Thesis - Campus Access Only

Degree Name

Master of Fine Arts (MFA)

Department

English and Comparative Literature

Advisor

Nick Taylor

Keywords

creative writing, fiction, novel

Subject Areas

Literature

Abstract

The formation of identity, knowledge of the self, and the impossibility of human connection have long been thematic staples of literary fiction. In The Uncanny Valley, these themes are examined through use of an unconventional premise involving identical twins who are not, through an accident of in-vitro fertilization, the same age. When the

narrator Charlotte's parents conceived her through IVF, they froze an unused embryo, not knowing that before Charlotte's embryo was implanted, it had split in two.
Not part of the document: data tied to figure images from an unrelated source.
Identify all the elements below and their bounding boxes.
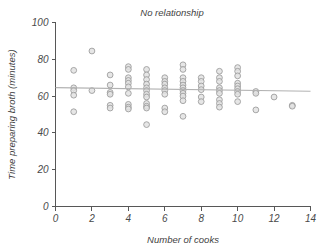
scatter-plot-figure: No relationship 020406080100 02468101214…	[0, 0, 323, 252]
x-axis-title: Number of cooks	[147, 234, 219, 245]
data-point	[144, 105, 150, 111]
y-tick-label: 20	[36, 164, 49, 175]
y-tick-label: 60	[37, 91, 49, 102]
data-point	[217, 90, 223, 96]
y-tick-label: 80	[37, 54, 49, 65]
data-point	[235, 91, 241, 97]
data-point	[217, 104, 223, 110]
data-point	[125, 106, 131, 112]
data-point	[235, 73, 241, 79]
x-tick-label: 6	[162, 213, 168, 224]
data-point	[144, 67, 150, 73]
data-point	[180, 113, 186, 119]
x-tick-label: 10	[232, 213, 244, 224]
data-point	[71, 67, 77, 73]
x-tick-label: 12	[269, 213, 281, 224]
x-tick-label: 8	[198, 213, 204, 224]
data-point	[144, 122, 150, 128]
data-point	[125, 67, 131, 73]
data-point	[289, 103, 295, 109]
data-point	[125, 90, 131, 96]
x-axis: 02468101214	[53, 207, 317, 224]
y-axis: 020406080100	[32, 17, 56, 212]
plot-canvas: No relationship 020406080100 02468101214…	[0, 0, 323, 252]
x-tick-label: 2	[88, 213, 95, 224]
axis-titles-group: Number of cooksTime preparing broth (min…	[6, 49, 219, 245]
chart-title: No relationship	[140, 7, 203, 18]
data-point	[107, 91, 113, 97]
data-point	[71, 109, 77, 115]
y-tick-label: 100	[32, 17, 49, 28]
data-point	[107, 72, 113, 78]
x-tick-label: 4	[126, 213, 132, 224]
chart-title-group: No relationship	[140, 7, 203, 18]
data-point	[89, 48, 95, 54]
data-point	[180, 67, 186, 73]
y-axis-title: Time preparing broth (minutes)	[6, 49, 17, 179]
data-point	[235, 99, 241, 105]
data-point	[144, 94, 150, 100]
data-point	[180, 98, 186, 104]
y-tick-label: 40	[37, 127, 49, 138]
data-point	[162, 109, 168, 115]
data-point	[253, 90, 259, 96]
data-point	[107, 82, 113, 88]
data-point	[71, 92, 77, 98]
data-point	[253, 107, 259, 113]
data-point	[198, 99, 204, 105]
data-point	[217, 68, 223, 74]
data-point	[271, 94, 277, 100]
data-point	[217, 78, 223, 84]
y-tick-label: 0	[43, 201, 49, 212]
x-tick-label: 14	[305, 213, 317, 224]
x-tick-label: 0	[53, 213, 59, 224]
data-point	[107, 105, 113, 111]
data-point	[162, 91, 168, 97]
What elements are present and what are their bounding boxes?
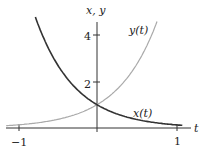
- curve-label-x: x(t): [133, 107, 152, 120]
- tick-label-2: 2: [84, 78, 91, 91]
- tick-label-4: 4: [84, 30, 91, 43]
- tick-label-1: 1: [174, 135, 181, 148]
- curve-label-y: y(t): [128, 24, 148, 37]
- t-axis-label: t: [194, 122, 199, 135]
- tick-label-neg1: −1: [11, 136, 27, 149]
- curve-x: [35, 17, 182, 125]
- chart: x, y t −1 1 2 4 y(t) x(t): [0, 0, 202, 150]
- y-axis-label: x, y: [86, 4, 106, 17]
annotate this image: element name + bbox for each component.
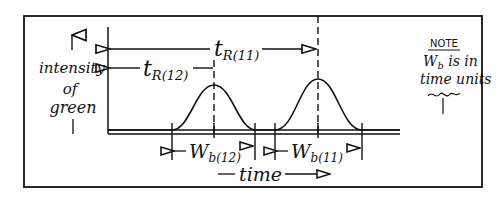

Twelve years later, the parents decide to implant this second embryo, resulting in the birth of Carolina, Charlotte's younger sister. As the novel progresses, the family learns through DNA

testing that the two girls share the same genetic material. However, because Charlotte was raised as an only child, and Carolina was not, they relate to the world in very different ways. Charlotte is isolated, lonely, and incapable of connecting with others. Carolina, in turn, is boisterous, confident, and able to easily interact with the people in her life. Charlotte, who resents these qualities in her sister, discovers an unusual gift: the

ability to hurt Carolina by physically harming herself. As the novel plays out, the reader begins to realize that the damage Charlotte causes to her sister is a metaphor for the damage we cause ourselves by refusing to accept (or being unable to interrogate) our own core identities. As humans can never truly understand who we are or what made us that way, Charlotte desperately tries but fails to discover herself by using her sister as a mirror. The self, for Charlotte and for all of us, is ultimately unknowable.